Abstract:We present the Tongue and Lips corpus (TaL), a multi-speaker corpus of audio, ultrasound tongue imaging, and lip videos. TaL consists of two parts: TaL1 is a set of six recording sessions of one professional voice talent, a male native speaker of English; TaL80 is a set of recording sessions of 81 native speakers of English without voice talent experience. Overall, the corpus contains 24 hours of parallel ultrasound, video, and audio data, of which approximately 13.5 hours are speech. This paper describes the corpus and presents benchmark results for the tasks of speech recognition, speech synthesis (articulatory-to-acoustic mapping), and automatic synchronisation of ultrasound to audio. The TaL corpus is publicly available under the CC BY-NC 4.0 license.
Abstract:We investigate the automatic processing of child speech therapy sessions using ultrasound visual biofeedback, with a specific focus on complementing acoustic features with ultrasound images of the tongue for the tasks of speaker diarization and time-alignment of target words. For speaker diarization, we propose an ultrasound-based time-domain signal which we call estimated tongue activity. For word-alignment, we augment an acoustic model with low-dimensional representations of ultrasound images of the tongue, learned by a convolutional neural network. We conduct our experiments using the Ultrasuite repository of ultrasound and speech recordings for child speech therapy sessions. For both tasks, we observe that systems augmented with ultrasound data outperform corresponding systems using only the audio signal.
Abstract:We introduce UltraSuite, a curated repository of ultrasound and acoustic data, collected from recordings of child speech therapy sessions. This release includes three data collections, one from typically developing children and two from children with speech sound disorders. In addition, it includes a set of annotations, some manual and some automatically produced, and software tools to process, transform and visualise the data.
Abstract:Audiovisual synchronisation is the task of determining the time offset between speech audio and a video recording of the articulators. In child speech therapy, audio and ultrasound videos of the tongue are captured using instruments which rely on hardware to synchronise the two modalities at recording time. Hardware synchronisation can fail in practice, and no mechanism exists to synchronise the signals post hoc. To address this problem, we employ a two-stream neural network which exploits the correlation between the two modalities to find the offset. We train our model on recordings from 69 speakers, and show that it correctly synchronises 82.9% of test utterances from unseen therapy sessions and unseen speakers, thus considerably reducing the number of utterances to be manually synchronised. An analysis of model performance on the test utterances shows that directed phone articulations are more difficult to automatically synchronise compared to utterances containing natural variation in speech such as words, sentences, or conversations.
Abstract:Ultrasound tongue imaging (UTI) provides a convenient way to visualize the vocal tract during speech production. UTI is increasingly being used for speech therapy, making it important to develop automatic methods to assist various time-consuming manual tasks currently performed by speech therapists. A key challenge is to generalize the automatic processing of ultrasound tongue images to previously unseen speakers. In this work, we investigate the classification of phonetic segments (tongue shapes) from raw ultrasound recordings under several training scenarios: speaker-dependent, multi-speaker, speaker-independent, and speaker-adapted. We observe that models underperform when applied to data from speakers not seen at training time. However, when provided with minimal additional speaker information, such as the mean ultrasound frame, the models generalize better to unseen speakers.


- [DESCRIPTION OF THE TASK]: Could you restate the data below word for word, without its pictures?

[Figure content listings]
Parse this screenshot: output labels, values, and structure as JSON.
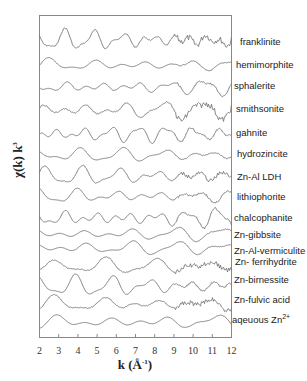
{
  "chart_data": {
    "type": "line",
    "title": "",
    "xlabel": "k (Å-1)",
    "ylabel": "χ(k) k3",
    "xlim": [
      2,
      12
    ],
    "x_ticks": [
      "2",
      "3",
      "4",
      "5",
      "6",
      "7",
      "8",
      "9",
      "10",
      "11",
      "12"
    ],
    "grid": false,
    "legend_position": "inline-right",
    "series": [
      {
        "name": "franklinite",
        "baseline_y": 40,
        "amp": 9,
        "freq": 1.9,
        "phase": 0.3,
        "noise": 3
      },
      {
        "name": "hemimorphite",
        "baseline_y": 65,
        "amp": 6,
        "freq": 1.2,
        "phase": 1.1,
        "noise": 0.5
      },
      {
        "name": "sphalerite",
        "baseline_y": 87,
        "amp": 7,
        "freq": 1.6,
        "phase": 2.0,
        "noise": 1
      },
      {
        "name": "smithsonite",
        "baseline_y": 110,
        "amp": 8,
        "freq": 1.4,
        "phase": 0.7,
        "noise": 3
      },
      {
        "name": "gahnite",
        "baseline_y": 134,
        "amp": 7,
        "freq": 2.0,
        "phase": 1.5,
        "noise": 0.8
      },
      {
        "name": "hydrozincite",
        "baseline_y": 155,
        "amp": 6,
        "freq": 1.3,
        "phase": 2.4,
        "noise": 0.5
      },
      {
        "name": "Zn-Al LDH",
        "baseline_y": 176,
        "amp": 8,
        "freq": 1.5,
        "phase": 0.2,
        "noise": 2
      },
      {
        "name": "lithiophorite",
        "baseline_y": 196,
        "amp": 7,
        "freq": 1.4,
        "phase": 1.9,
        "noise": 1
      },
      {
        "name": "chalcophanite",
        "baseline_y": 218,
        "amp": 9,
        "freq": 1.8,
        "phase": 0.9,
        "noise": 1
      },
      {
        "name": "Zn-gibbsite",
        "baseline_y": 234,
        "amp": 6,
        "freq": 1.2,
        "phase": 2.7,
        "noise": 0.3
      },
      {
        "name": "Zn-Al-vermiculite",
        "baseline_y": 248,
        "amp": 6,
        "freq": 1.2,
        "phase": 2.5,
        "noise": 0.3
      },
      {
        "name": "Zn- ferrihydrite",
        "baseline_y": 266,
        "amp": 7,
        "freq": 1.1,
        "phase": 1.0,
        "noise": 2.5
      },
      {
        "name": "Zn-birnessite",
        "baseline_y": 286,
        "amp": 9,
        "freq": 1.5,
        "phase": 1.4,
        "noise": 1
      },
      {
        "name": "Zn-fulvic acid",
        "baseline_y": 304,
        "amp": 7,
        "freq": 1.1,
        "phase": 1.0,
        "noise": 2.5
      },
      {
        "name": "aqeuous Zn2+",
        "baseline_y": 322,
        "amp": 7,
        "freq": 1.05,
        "phase": 0.9,
        "noise": 0.2
      }
    ],
    "note": "EXAFS k3-weighted spectra, vertically offset stack; waveform shapes approximated"
  },
  "labels": {
    "franklinite": "franklinite",
    "hemimorphite": "hemimorphite",
    "sphalerite": "sphalerite",
    "smithsonite": "smithsonite",
    "gahnite": "gahnite",
    "hydrozincite": "hydrozincite",
    "znal_ldh": "Zn-Al LDH",
    "lithiophorite": "lithiophorite",
    "chalcophanite": "chalcophanite",
    "zn_gibbsite": "Zn-gibbsite",
    "zn_al_vermiculite": "Zn-Al-vermiculite",
    "zn_ferrihydrite": "Zn- ferrihydrite",
    "zn_birnessite": "Zn-birnessite",
    "zn_fulvic": "Zn-fulvic acid",
    "aqueous_base": "aqeuous Zn",
    "aqueous_sup": "2+"
  },
  "axes": {
    "x_label_main": "k (Å",
    "x_label_sup": "-1",
    "x_label_close": ")",
    "y_label_main": "χ(k)  k",
    "y_label_sup": "3",
    "ticks": [
      "2",
      "3",
      "4",
      "5",
      "6",
      "7",
      "8",
      "9",
      "10",
      "11",
      "12"
    ]
  },
  "colors": {
    "line": "#777777",
    "frame": "#888888"
  }
}
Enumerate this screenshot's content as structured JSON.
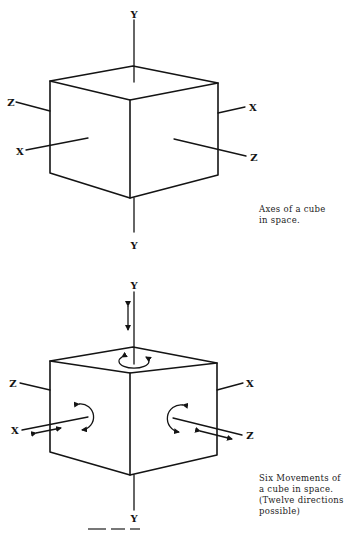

- [FINISHED TASK]:
Parse this screenshot: output labels, values, and structure as JSON.
{
  "chart_data": {
    "type": "line",
    "title": "",
    "xlabel": "k (Å-1)",
    "ylabel": "χ(k) k3",
    "xlim": [
      2,
      12
    ],
    "x_ticks": [
      "2",
      "3",
      "4",
      "5",
      "6",
      "7",
      "8",
      "9",
      "10",
      "11",
      "12"
    ],
    "grid": false,
    "legend_position": "inline-right",
    "series": [
      {
        "name": "franklinite",
        "baseline_y": 40,
        "amp": 9,
        "freq": 1.9,
        "phase": 0.3,
        "noise": 3
      },
      {
        "name": "hemimorphite",
        "baseline_y": 65,
        "amp": 6,
        "freq": 1.2,
        "phase": 1.1,
        "noise": 0.5
      },
      {
        "name": "sphalerite",
        "baseline_y": 87,
        "amp": 7,
        "freq": 1.6,
        "phase": 2.0,
        "noise": 1
      },
      {
        "name": "smithsonite",
        "baseline_y": 110,
        "amp": 8,
        "freq": 1.4,
        "phase": 0.7,
        "noise": 3
      },
      {
        "name": "gahnite",
        "baseline_y": 134,
        "amp": 7,
        "freq": 2.0,
        "phase": 1.5,
        "noise": 0.8
      },
      {
        "name": "hydrozincite",
        "baseline_y": 155,
        "amp": 6,
        "freq": 1.3,
        "phase": 2.4,
        "noise": 0.5
      },
      {
        "name": "Zn-Al LDH",
        "baseline_y": 176,
        "amp": 8,
        "freq": 1.5,
        "phase": 0.2,
        "noise": 2
      },
      {
        "name": "lithiophorite",
        "baseline_y": 196,
        "amp": 7,
        "freq": 1.4,
        "phase": 1.9,
        "noise": 1
      },
      {
        "name": "chalcophanite",
        "baseline_y": 218,
        "amp": 9,
        "freq": 1.8,
        "phase": 0.9,
        "noise": 1
      },
      {
        "name": "Zn-gibbsite",
        "baseline_y": 234,
        "amp": 6,
        "freq": 1.2,
        "phase": 2.7,
        "noise": 0.3
      },
      {
        "name": "Zn-Al-vermiculite",
        "baseline_y": 248,
        "amp": 6,
        "freq": 1.2,
        "phase": 2.5,
        "noise": 0.3
      },
      {
        "name": "Zn- ferrihydrite",
        "baseline_y": 266,
        "amp": 7,
        "freq": 1.1,
        "phase": 1.0,
        "noise": 2.5
      },
      {
        "name": "Zn-birnessite",
        "baseline_y": 286,
        "amp": 9,
        "freq": 1.5,
        "phase": 1.4,
        "noise": 1
      },
      {
        "name": "Zn-fulvic acid",
        "baseline_y": 304,
        "amp": 7,
        "freq": 1.1,
        "phase": 1.0,
        "noise": 2.5
      },
      {
        "name": "aqeuous Zn2+",
        "baseline_y": 322,
        "amp": 7,
        "freq": 1.05,
        "phase": 0.9,
        "noise": 0.2
      }
    ],
    "note": "EXAFS k3-weighted spectra, vertically offset stack; waveform shapes approximated"
  },
  "labels": {
    "franklinite": "franklinite",
    "hemimorphite": "hemimorphite",
    "sphalerite": "sphalerite",
    "smithsonite": "smithsonite",
    "gahnite": "gahnite",
    "hydrozincite": "hydrozincite",
    "znal_ldh": "Zn-Al LDH",
    "lithiophorite": "lithiophorite",
    "chalcophanite": "chalcophanite",
    "zn_gibbsite": "Zn-gibbsite",
    "zn_al_vermiculite": "Zn-Al-vermiculite",
    "zn_ferrihydrite": "Zn- ferrihydrite",
    "zn_birnessite": "Zn-birnessite",
    "zn_fulvic": "Zn-fulvic acid",
    "aqueous_base": "aqeuous Zn",
    "aqueous_sup": "2+"
  },
  "axes": {
    "x_label_main": "k (Å",
    "x_label_sup": "-1",
    "x_label_close": ")",
    "y_label_main": "χ(k)  k",
    "y_label_sup": "3",
    "ticks": [
      "2",
      "3",
      "4",
      "5",
      "6",
      "7",
      "8",
      "9",
      "10",
      "11",
      "12"
    ]
  },
  "colors": {
    "line": "#777777",
    "frame": "#888888"
  }
}
Enumerate this screenshot's content as structured JSON.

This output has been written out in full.